The light troops of the Macedonian army were of peculiar importance. They came from the countries of the Odrysians, Triballians, Illyrians, Agrians, and from upper Macedonia; they were armed with their national weapons of offence and defence, and exercised by the hunting and raiding to which they were accustomed at home and the countless petty wars of their chieftains, they were of extreme value in skirmishing, covering the line of march, and for all the purposes served by Pandours, Croats, and Highlanders in modern warfare. The most famous among them are the Agrian chasseurs and the Macedonian archers, who may have formed together a corps of about two thousand men. There is hardly a battle in which they do not play a prominent part, and the devotion with which they fought is testified by the circumstance that the post of toxarch had to be filled afresh three times in one year. At the opening of the campaign it was held by Clearchus, Attalus being in command of the Agrianians. The strength of the other light troops, usually known by the general designation of Thracians, was five thousand men, under the command of the Thracian prince Sitalces.

It is obvious that in these troops Alexander brought into use a strategic element hitherto practically non-existent. At all events, the light troops of the Greek armies before his time had been of no great importance, either by numbers or by the uses which they served; nor had they escaped a certain amount of contempt—a natural result of the Greek preference for sword-play, rendered more natural by the fact that their light infantry was composed partly of the off-scouring of the people and partly of barbarian mercenaries. There now appeared on the scene light troops whose national characteristics proved advantageous in this particular kind of fighting, and whose strength and glory lay in those arts of surprise, alarm, and retreat in apparent confusion, which seemed purposeless and questionable to Greek warriors. The famous Spartan general Brasidas himself confessed that the onset of these tribes—with their loud war-cries and the menacing waving of their weapons—had in it something alarming; their capricious transition from attack to flight, and from disorder to pursuit something terrible, against which nothing but the strict discipline of a Hellenic regiment could make it proof. As a matter of fact, these bands were able to fulfil their object to perfection because, being light troops by nature, they needed, when combined with the serried masses of the army, to be used for no purpose except that for which they were naturally fit.

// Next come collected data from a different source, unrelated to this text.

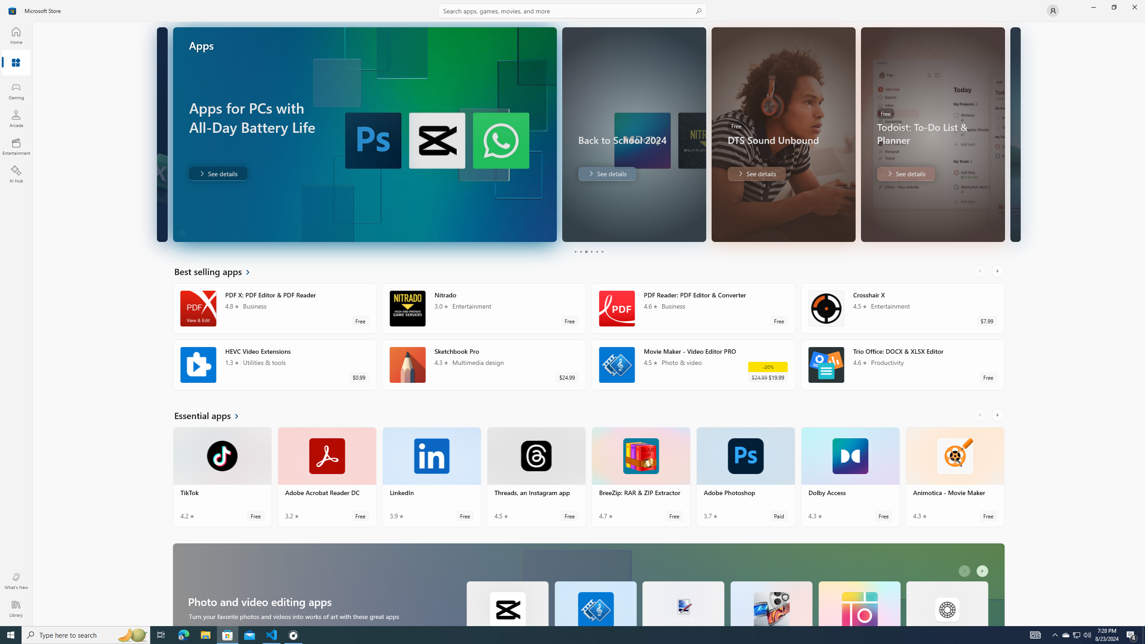  What do you see at coordinates (217, 271) in the screenshot?
I see `See all  Best selling apps` at bounding box center [217, 271].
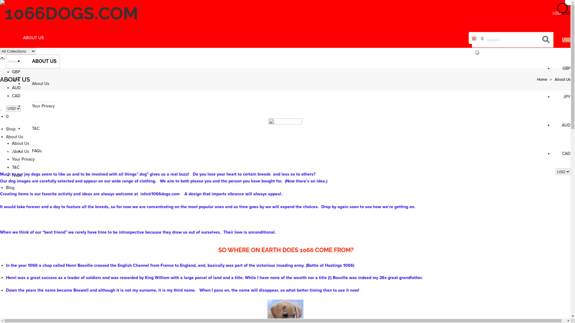 This screenshot has width=575, height=323. I want to click on JPY, so click(567, 97).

The fundamental principle of the battle array of the Macedonian army was as follows. The army formed two wings, the left under Parmenion, and the right (which usually made the main attack) under Alexander. The infantry of both wings, four divisions of the phalanxes on the right and two, with the corps of hypaspists, on the left, formed the main line, to which were attached the light and heavy cavalry and the light infantry; the invariable order being that the Macedonian guards were on the right, with the Pæonian cavalry and skirmishers, the Agrianian chasseurs and the archers; and the Thessalian guards on the left, with the Greek cavalry, Agathon’s Odrysian Thracians, and, lastly, the light infantry, which was often detached from the fighting-line to protect the camp and baggage. In the closest formation, when the phalanx was covered by its shields and stood sixteen deep, and the cavalry eight deep, the line of battle required a plain of at least half a mile in breadth to deploy in, as a rule the phalanxes alone forming a line nearly five thousand paces long.

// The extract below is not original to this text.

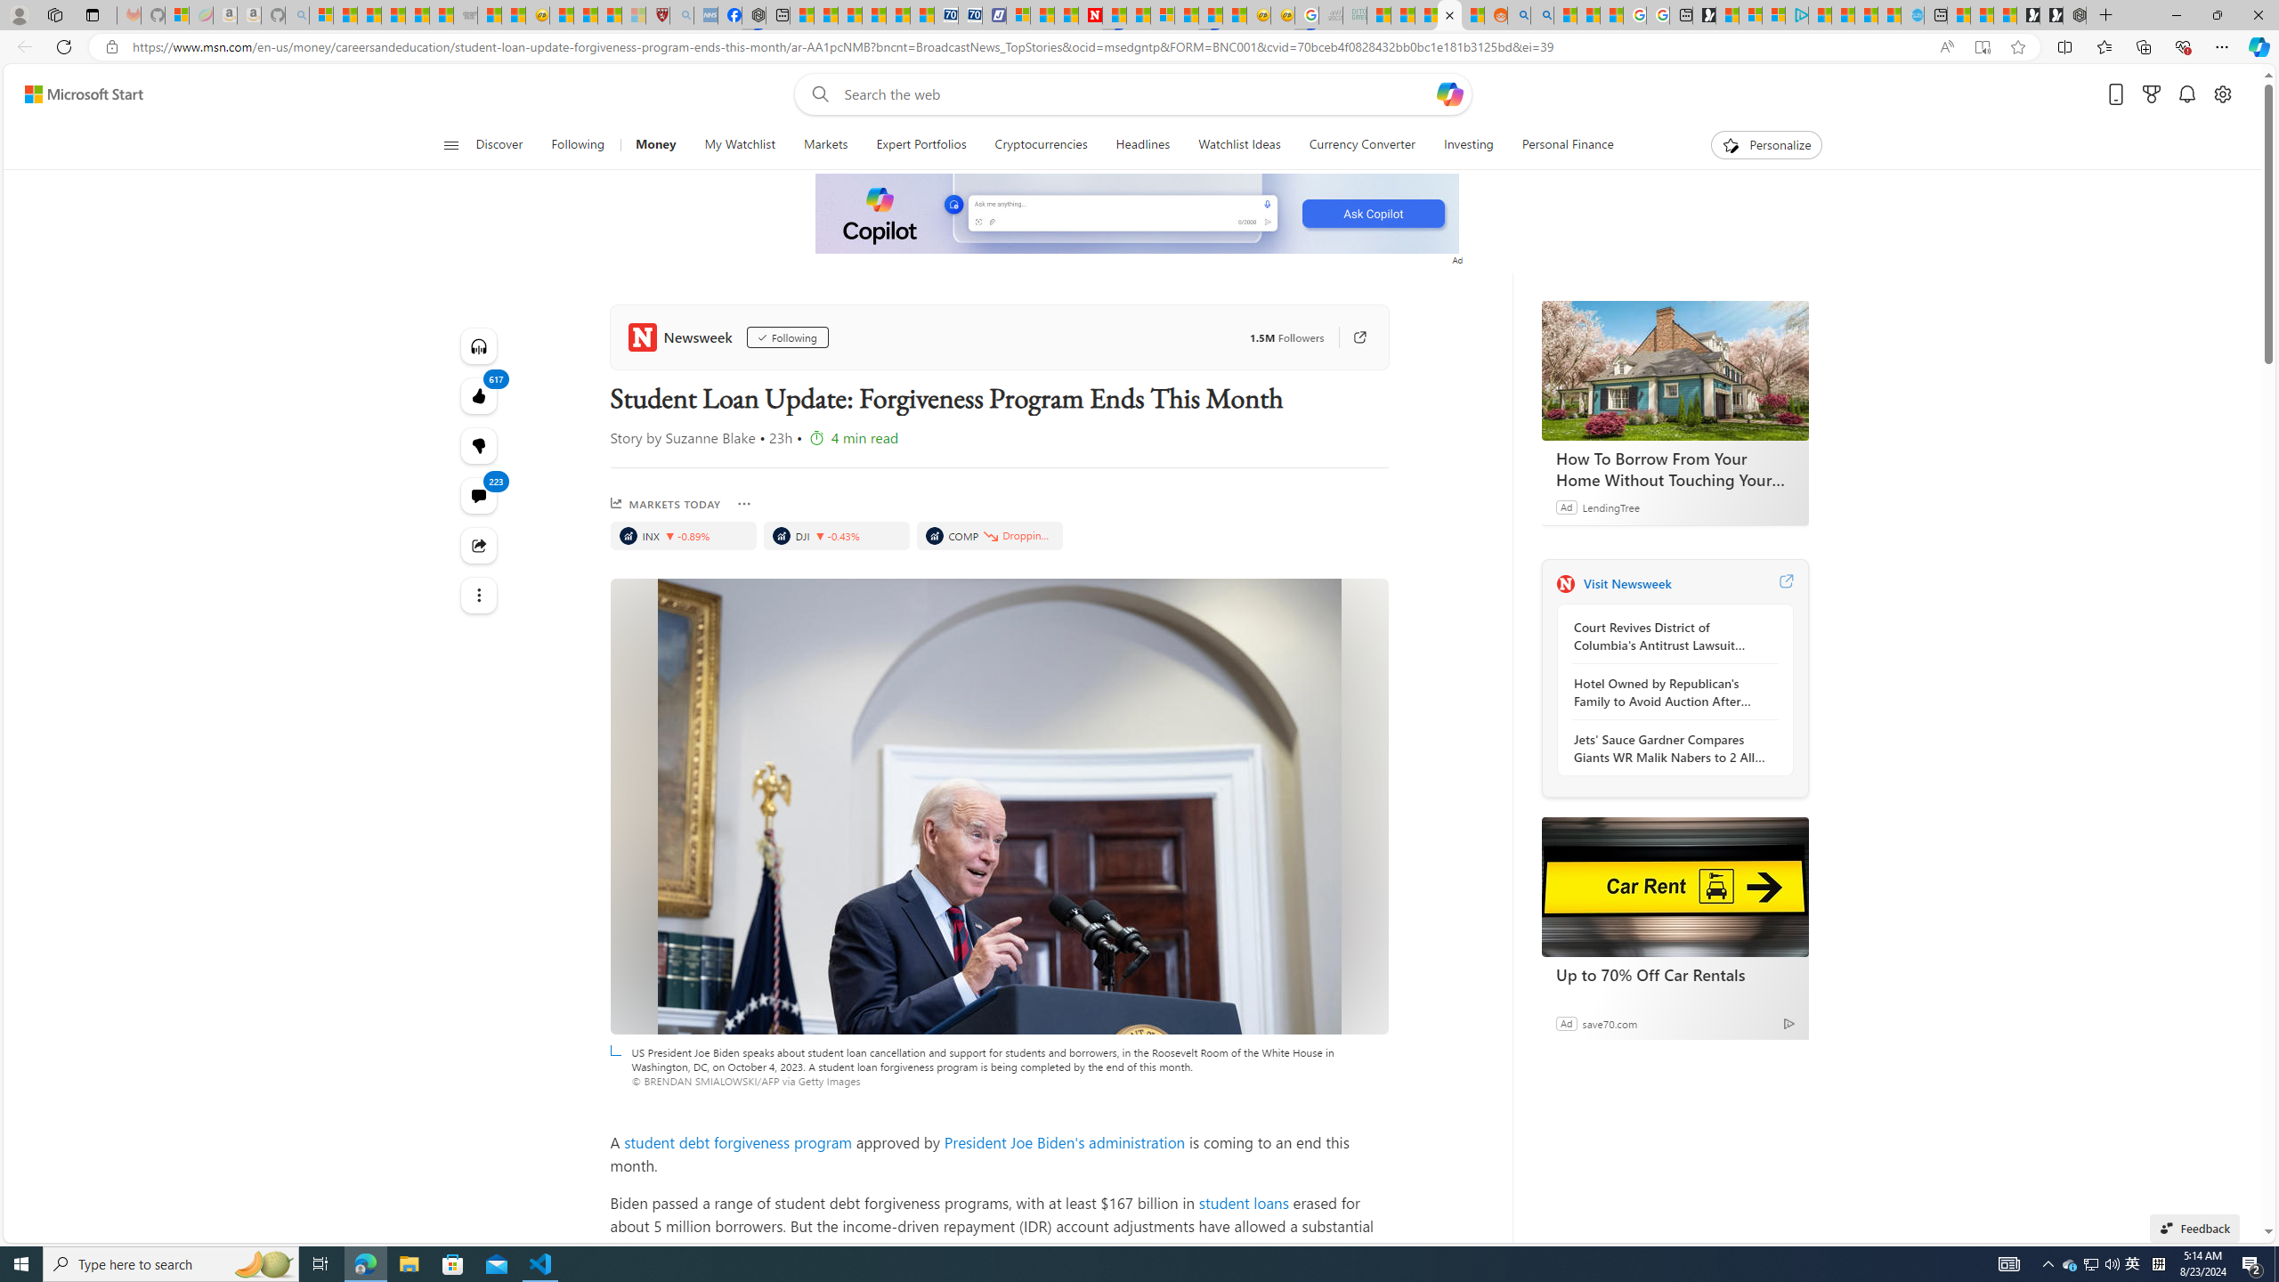 The height and width of the screenshot is (1282, 2279). I want to click on The Weather Channel - MSN, so click(370, 15).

Such was the army with which Alexander proposed to conquer the East. Though relatively small in numbers it had every prospect of success by reason of its organisation, the excellent discipline of the several corps, the moral force of all, and finally, the personal character of the king and his generals. The Persian empire was not in a position to offer resistance; in its extent, the condition of its subject races, and the inefficiency of its government it contained the elements of its inevitable ruin.